You can read Keepnews' complete review of Wald's new book here. In the meantime, here's our 2 cents:
If you’re looking to be convinced that the Beatles destroyed rock ’n’ roll, then strangely enough, “How the Beatles Destroyed Rock ’n’ Roll” is not for you. The title is a come-on: the Beatles are among the many subjects Elijah Wald addresses in this cheerfully iconoclastic book, but they are not what it is about.Oh, nice: a little bait and switch to sell books. That’s a good start.
While Wald never says in so many words that the Beatles destroyed rock ’n’ roll, he does take a stance several degrees removed from standard-issue Beatles worship. He suggests that their ambitious later work, widely hailed as a step forward for rock, instead helped turn it from a triumphantly mongrel dance music that smashed racial barriers into a rhythmically inert art music made mostly by and for white people. Whether you agree or disagree, you have to admit that’s a provocative assertion.Not once you've heard/read this tired argument one too many times from the same people who despise anything with a more sophisticated chord progression than, say, the music of Bo Diddley, The Velvet Underground, or the Ramones. (You know, the ones who use the word “jazz” as an epithet.) Pass.
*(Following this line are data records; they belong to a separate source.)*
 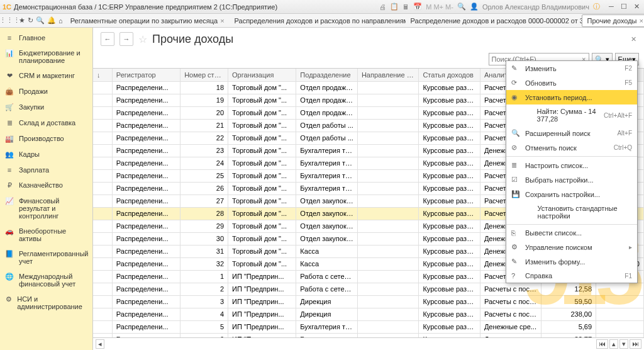 What do you see at coordinates (572, 180) in the screenshot?
I see `menu-item: ☑Выбрать настройки...` at bounding box center [572, 180].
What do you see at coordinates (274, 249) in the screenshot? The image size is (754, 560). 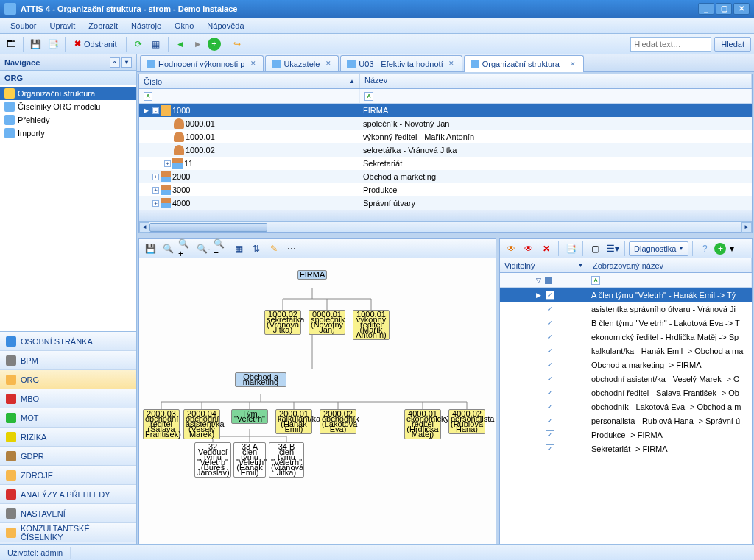 I see `edit-icon: ✎` at bounding box center [274, 249].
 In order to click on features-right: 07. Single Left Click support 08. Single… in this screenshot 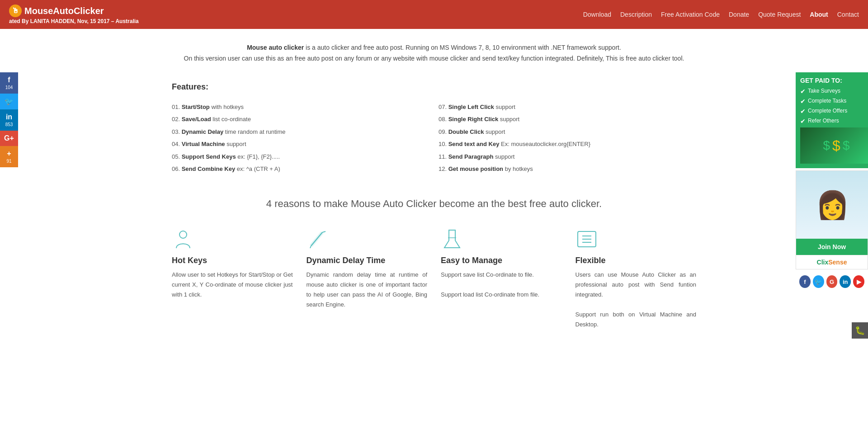, I will do `click(567, 138)`.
…he ends up taking aim, for example, at the notion that mainstream pop music in the early 1950s was mired in white-bread mediocrity, as embodied by the likes of Perry Como, until Elvis Presley and company came along to rescue it. He doesn’t deny that rock ’n’ roll delivered a new energy and a new attitude, but he maintains that Elvis and Perry had more than a little in common — and he notes that plenty of teenage record buyers liked them both.That Como and Presley “had more than a little in common” and “plenty of teenage record buyers liked them both” does not dilute one iota the fact that “mainstream pop music in the early 1950s was mired in white-bread mediocrity”. So, what’s the point?